Slovenia’s GDP grew by 1.1% in 2025, with momentum building throughout the year and culminating in a 2.0% YoY expansion in Q4 2025 – the strongest quarterly reading since Q1 2024. While domestic demand provided a clear boost, the external trade balance remained a significant drag.
In the fourth quarter of 2025, Slovenia’s GDP grew by 2.0% YoY, accelerating slightly from the revised 1.9% in Q3. On a seasonally and calendar-adjusted basis, GDP increased 0.4% QoQ, moderating from the strong 0.9% QoQ growth recorded in Q3 but remaining firmly in expansion territory. The Q4 result signals a meaningful normalization of domestic demand after a volatile first half of the year.
On the demand side, household consumption expenditure rose by 3.0% YoY in Q4, a sharp acceleration from 1.3% in Q3, and represented the primary growth driver for the quarter. Services consumption remained particularly resilient, supported by solid labour market income dynamics. General government expenditure also strengthened materially, expanding 3.8% YoY, compared to 1.2% in Q3.
The late-2025 introduction of statutory Christmas bonuses for public and private sector employees likely provided additional short-term support to disposable incomes and private spending, although the precise macro impact is far more complex and should spill over other GDP components as well.

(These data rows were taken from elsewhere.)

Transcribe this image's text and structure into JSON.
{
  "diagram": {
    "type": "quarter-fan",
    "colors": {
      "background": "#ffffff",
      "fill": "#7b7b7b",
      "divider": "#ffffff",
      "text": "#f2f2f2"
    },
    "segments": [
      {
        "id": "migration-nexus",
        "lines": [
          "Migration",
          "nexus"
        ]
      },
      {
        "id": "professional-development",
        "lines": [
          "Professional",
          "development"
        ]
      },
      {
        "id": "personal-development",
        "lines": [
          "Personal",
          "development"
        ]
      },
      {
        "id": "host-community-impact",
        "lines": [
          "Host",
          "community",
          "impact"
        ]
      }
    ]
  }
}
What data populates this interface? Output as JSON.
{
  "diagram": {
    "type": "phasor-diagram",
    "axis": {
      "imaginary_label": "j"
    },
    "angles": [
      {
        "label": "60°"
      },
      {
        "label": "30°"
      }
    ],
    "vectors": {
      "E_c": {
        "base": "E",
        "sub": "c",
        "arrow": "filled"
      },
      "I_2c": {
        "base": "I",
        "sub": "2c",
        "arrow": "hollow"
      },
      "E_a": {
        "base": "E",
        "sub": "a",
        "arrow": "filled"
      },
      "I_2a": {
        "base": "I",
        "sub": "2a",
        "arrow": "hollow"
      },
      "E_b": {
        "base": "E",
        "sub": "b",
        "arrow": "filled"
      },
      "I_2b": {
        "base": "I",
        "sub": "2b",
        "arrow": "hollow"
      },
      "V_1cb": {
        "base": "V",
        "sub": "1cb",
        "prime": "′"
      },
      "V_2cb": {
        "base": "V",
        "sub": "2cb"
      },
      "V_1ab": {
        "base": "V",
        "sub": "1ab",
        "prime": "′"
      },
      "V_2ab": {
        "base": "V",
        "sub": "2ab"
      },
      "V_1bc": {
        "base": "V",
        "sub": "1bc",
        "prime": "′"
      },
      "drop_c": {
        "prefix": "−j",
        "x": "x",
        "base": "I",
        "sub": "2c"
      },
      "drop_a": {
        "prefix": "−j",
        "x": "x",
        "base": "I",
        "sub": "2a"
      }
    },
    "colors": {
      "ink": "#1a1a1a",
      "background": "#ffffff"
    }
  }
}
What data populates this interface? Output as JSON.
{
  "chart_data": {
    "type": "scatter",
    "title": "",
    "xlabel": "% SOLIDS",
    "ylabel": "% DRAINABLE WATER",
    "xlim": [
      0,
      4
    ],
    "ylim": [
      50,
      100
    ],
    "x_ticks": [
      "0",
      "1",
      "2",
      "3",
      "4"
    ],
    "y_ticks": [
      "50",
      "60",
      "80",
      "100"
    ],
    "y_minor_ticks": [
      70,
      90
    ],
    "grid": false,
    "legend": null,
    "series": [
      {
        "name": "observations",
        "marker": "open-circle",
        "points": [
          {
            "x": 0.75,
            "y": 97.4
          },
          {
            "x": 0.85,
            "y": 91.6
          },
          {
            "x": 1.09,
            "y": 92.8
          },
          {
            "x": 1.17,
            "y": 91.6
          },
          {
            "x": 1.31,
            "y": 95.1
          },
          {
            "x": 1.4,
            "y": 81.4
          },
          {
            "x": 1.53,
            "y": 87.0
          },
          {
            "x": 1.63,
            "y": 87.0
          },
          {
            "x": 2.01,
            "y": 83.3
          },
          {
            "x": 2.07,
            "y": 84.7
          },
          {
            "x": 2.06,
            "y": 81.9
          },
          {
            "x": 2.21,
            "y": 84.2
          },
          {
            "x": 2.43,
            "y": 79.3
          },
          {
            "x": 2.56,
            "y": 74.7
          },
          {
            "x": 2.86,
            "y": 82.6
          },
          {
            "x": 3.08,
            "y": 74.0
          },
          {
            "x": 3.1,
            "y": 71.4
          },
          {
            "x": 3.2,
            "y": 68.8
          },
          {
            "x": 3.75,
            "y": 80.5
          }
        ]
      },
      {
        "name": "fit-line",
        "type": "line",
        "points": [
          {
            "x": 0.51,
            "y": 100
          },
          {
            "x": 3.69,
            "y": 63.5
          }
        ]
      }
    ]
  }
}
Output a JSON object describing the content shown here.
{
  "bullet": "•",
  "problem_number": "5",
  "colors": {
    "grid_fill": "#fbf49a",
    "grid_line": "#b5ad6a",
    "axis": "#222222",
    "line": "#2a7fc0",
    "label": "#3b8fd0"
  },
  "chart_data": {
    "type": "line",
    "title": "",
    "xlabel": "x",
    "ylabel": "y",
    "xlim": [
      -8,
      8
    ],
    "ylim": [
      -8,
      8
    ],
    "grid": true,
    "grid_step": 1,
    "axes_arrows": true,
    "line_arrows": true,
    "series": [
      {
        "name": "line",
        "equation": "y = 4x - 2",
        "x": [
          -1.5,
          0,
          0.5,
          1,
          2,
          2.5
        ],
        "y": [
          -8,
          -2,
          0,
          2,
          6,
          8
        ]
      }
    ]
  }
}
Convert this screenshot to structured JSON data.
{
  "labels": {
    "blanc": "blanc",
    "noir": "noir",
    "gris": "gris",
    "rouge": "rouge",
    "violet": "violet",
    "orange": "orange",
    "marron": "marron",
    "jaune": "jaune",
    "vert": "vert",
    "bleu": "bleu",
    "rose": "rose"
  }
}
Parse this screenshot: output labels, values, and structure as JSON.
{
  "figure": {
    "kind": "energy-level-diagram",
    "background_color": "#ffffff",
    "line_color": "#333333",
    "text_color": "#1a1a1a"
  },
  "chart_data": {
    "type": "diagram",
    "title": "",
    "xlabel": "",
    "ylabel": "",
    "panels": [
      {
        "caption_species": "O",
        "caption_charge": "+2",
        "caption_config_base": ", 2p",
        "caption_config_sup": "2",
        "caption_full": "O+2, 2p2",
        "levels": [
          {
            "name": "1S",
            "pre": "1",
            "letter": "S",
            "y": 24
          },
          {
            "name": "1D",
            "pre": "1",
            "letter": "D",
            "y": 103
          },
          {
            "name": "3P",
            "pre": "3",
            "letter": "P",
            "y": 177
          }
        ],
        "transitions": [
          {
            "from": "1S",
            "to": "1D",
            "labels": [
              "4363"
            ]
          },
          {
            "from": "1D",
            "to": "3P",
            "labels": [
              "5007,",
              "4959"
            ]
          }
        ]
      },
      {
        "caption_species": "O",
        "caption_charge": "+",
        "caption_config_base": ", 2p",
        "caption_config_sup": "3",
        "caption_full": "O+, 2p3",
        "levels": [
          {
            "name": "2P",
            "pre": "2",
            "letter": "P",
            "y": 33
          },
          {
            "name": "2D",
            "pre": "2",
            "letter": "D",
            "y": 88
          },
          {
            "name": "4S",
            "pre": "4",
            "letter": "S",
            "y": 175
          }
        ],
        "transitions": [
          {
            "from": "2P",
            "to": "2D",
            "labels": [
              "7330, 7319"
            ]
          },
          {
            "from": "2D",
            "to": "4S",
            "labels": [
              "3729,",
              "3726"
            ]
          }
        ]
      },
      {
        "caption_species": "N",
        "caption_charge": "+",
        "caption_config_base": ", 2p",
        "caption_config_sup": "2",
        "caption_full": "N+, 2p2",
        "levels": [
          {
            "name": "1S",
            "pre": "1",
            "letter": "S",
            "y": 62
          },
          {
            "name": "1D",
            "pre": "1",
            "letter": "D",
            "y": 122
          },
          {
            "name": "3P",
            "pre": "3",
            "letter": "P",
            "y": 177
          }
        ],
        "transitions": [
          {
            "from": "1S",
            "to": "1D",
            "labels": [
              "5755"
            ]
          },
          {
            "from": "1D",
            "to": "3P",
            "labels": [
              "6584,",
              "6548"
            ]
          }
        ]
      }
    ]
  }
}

Gross capital formation increased by 13.2% YoY in Q4, broadly in line with the 13.1% growth in the previous quarter, marking two consecutive quarters of strong expansion. This growth was primarily driven by investment in buildings and structures, particularly non-residential construction. Investment in machinery and equipment also rebounded following earlier weakness. This represents a clear turnaround from the second half of 2024, when gross fixed capital formation contracted for three consecutive quarters amid high financing costs, subdued industrial demand, and softer real estate activity.
On the other hand, net exports detracted 3.1 p.p. from Q4 GDP growth. Exports of goods and services rose modestly by 0.5% YoY, an improvement from the 0.4% contraction in Q3, but still subdued. Meanwhile, imports surged 4.8% YoY, driven by a 5.4% rise in goods imports and a 1.6% increase in services imports.
The import acceleration reflects both strong domestic demand and likely inventory rebuilding by firms following a period of elevated global trade uncertainty earlier in the year. However, the imbalance underscores ongoing external headwinds, particularly in key European export markets.
Slovenia remains a highly open economy, with exports of goods and services amounting to roughly 81% of GDP in 2024. This structural openness amplifies sensitivity to shifts in European industrial demand and global trade conditions. While direct exposure to the US remains limited, broader uncertainty surrounding global trade policy continues to pose downside risks for export-oriented sectors.
Slovenian GDP YoY growth rates (Q1 2015 – Q4 2025, %)
Source: SURS, InterCapital Research
For the full year, Slovenia’s GDP expanded 1.1% in 2025, slowing from 1.6% in 2024, but the annual result masks significant quarterly divergence. Activity weakened in Q1 amid elevated global trade uncertainty, higher input costs, and fragile export demand, followed by gradually stabilizing growth in Q2, Q3 and Q4.
Looking ahead, the European Commission projects Slovenia’s GDP to expand by approximately 2.5% annually in 2026-2027, supported by continued consumption growth, improving private investment dynamics, EU-funded public investment (including RRF disbursements), and a gradual recovery in export market conditions.
On the fiscal side, the general government deficit is projected at around 2.2% of GDP in 2025, reflecting higher current expenditures linked to structural reforms and social spending measures, also affected by the upcoming parliamentary elections. Nevertheless, the public debt ratio is expected to continue declining over the medium term, falling from 66.6% of GDP in 2024 toward approximately 63% by 2027.
Overall, Slovenia enters 2026 with improving domestic momentum but is still exposed to the broader European industrial cycle. Sustained acceleration will depend on a durable recovery in external demand and a continued normalization of investment conditions.
For a more detailed analysis of macroeconomic developments in Slovenia and other selected CEE markets, refer to our latest IC Macro Outlook, prepared by our Proprietary Trading team.